USFS Offers Climate Change Bird Atlas
The atlas — a database actually — is based partly on climate-related changes in tree cover. It maps out current distribution of 147 species and modeled distribution resulting from climate change.
The atlas — a database actually — is based partly on climate-related changes in tree cover. It maps out current distribution of 147 species and modeled distribution resulting from climate change.
The organization Maplight now offers three additional ways of looking at its data. Over 14 million records cover ties between lobbying money, legislators, and either all legislation or that relating to several environmental topics. This information can help you better cover Congressional election races of interest to your audience.
This user-friendly tool will help you understand and analyze discharges from point sources such as factories, sewage treatment plants, power plants, airports, and feedlots. EPA consolidated data from a number of inventories, making it easier to see who is dumping what, when, and where, and who is known to be in violation of their permit.
The confidential National Air Quality Site Assessment Tool helps the livestock owner/operator figure out how changing on-site practices can reduce emissions of ammonia, methane, volatile organic compounds, hydrogen sulfide, fine particulates, and odors. This may be useful for journalists; whether an owner/operator will discuss the details of their operation or not, there's a story.
SEJ regrets to announce that biweekly publication of the TipSheet will be suspended after the next issue pending renewal of adequate funding.There is some chance the TipSheet may be reinvented. In order for this to happen, it will help if you let us know what you did and didn't like about the TipSheet.
This year's meeting of the American Association for the Advancement of Science, Feb 16-20 in Vancouver, BC, offers dozens of sessions on environmental topics — climate change, mineral resource dependency, water, critique of science journalism, disaster recovery, science integrity in government agencies, and more.

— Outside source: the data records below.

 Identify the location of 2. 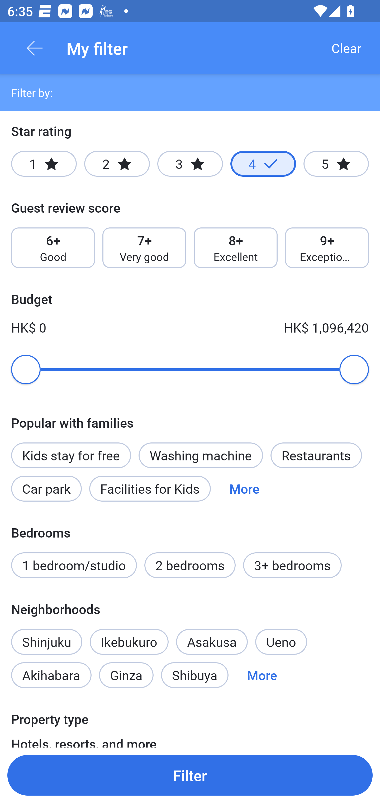
(117, 164).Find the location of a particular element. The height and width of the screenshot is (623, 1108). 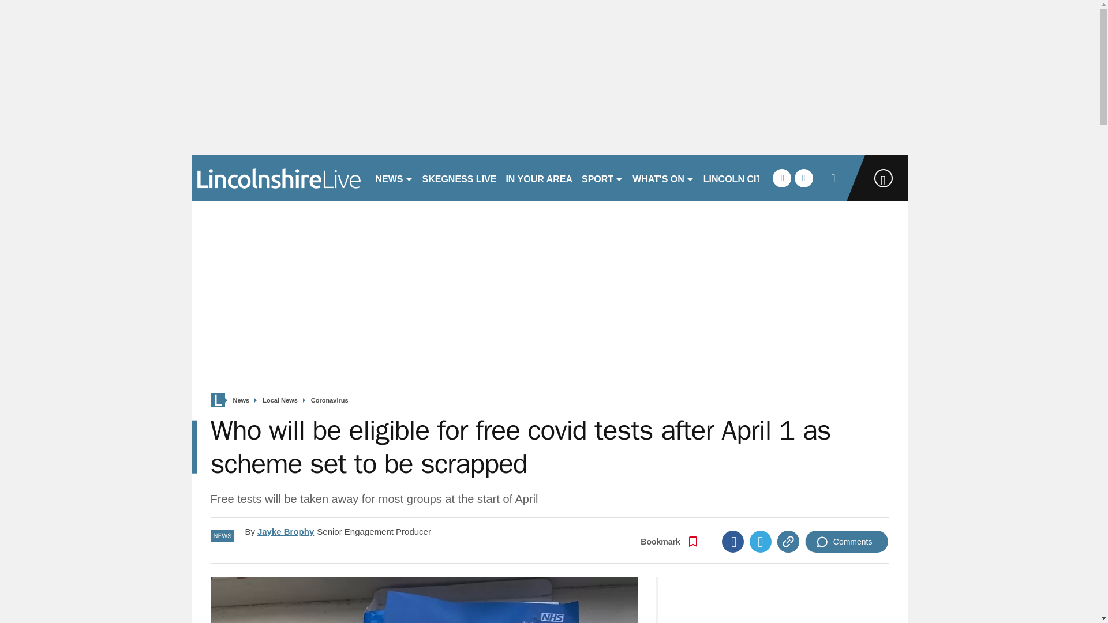

Facebook is located at coordinates (733, 541).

NOAA, the USFWS, and the NY State Dept. of Environmental Conservation (representing all state and wildlife agencies) released on Jan. 19, 2012, a draft of the first national strategy for responding to climate change effects on plants, fish and wildlife. The public comment period is open until March 5, 2012, and public meetings and a webinar will occur until Feb. 22, 2012.
Finally, after numerous delays amid allegations of political interference by people who don't want to see documented evidence of climate shifts, the wait is over. The new detailed interactive map is based on data from 1976-2005, and is the first official revision since the 1990 update.
The American Horticultural Society and the National Arbor Day Foundation offer generalized hardiness maps as a starting point, until the US Department of Agriculture gets around to unveiling its own update.
One day, EPA may propose rules for regulating greenhouse gas emissions from power plants and petroleum refineries. But the process continues to drag out, with the consent of the state and local governments and environmental advocacy groups that have been litigating for about five years to make the agency take action.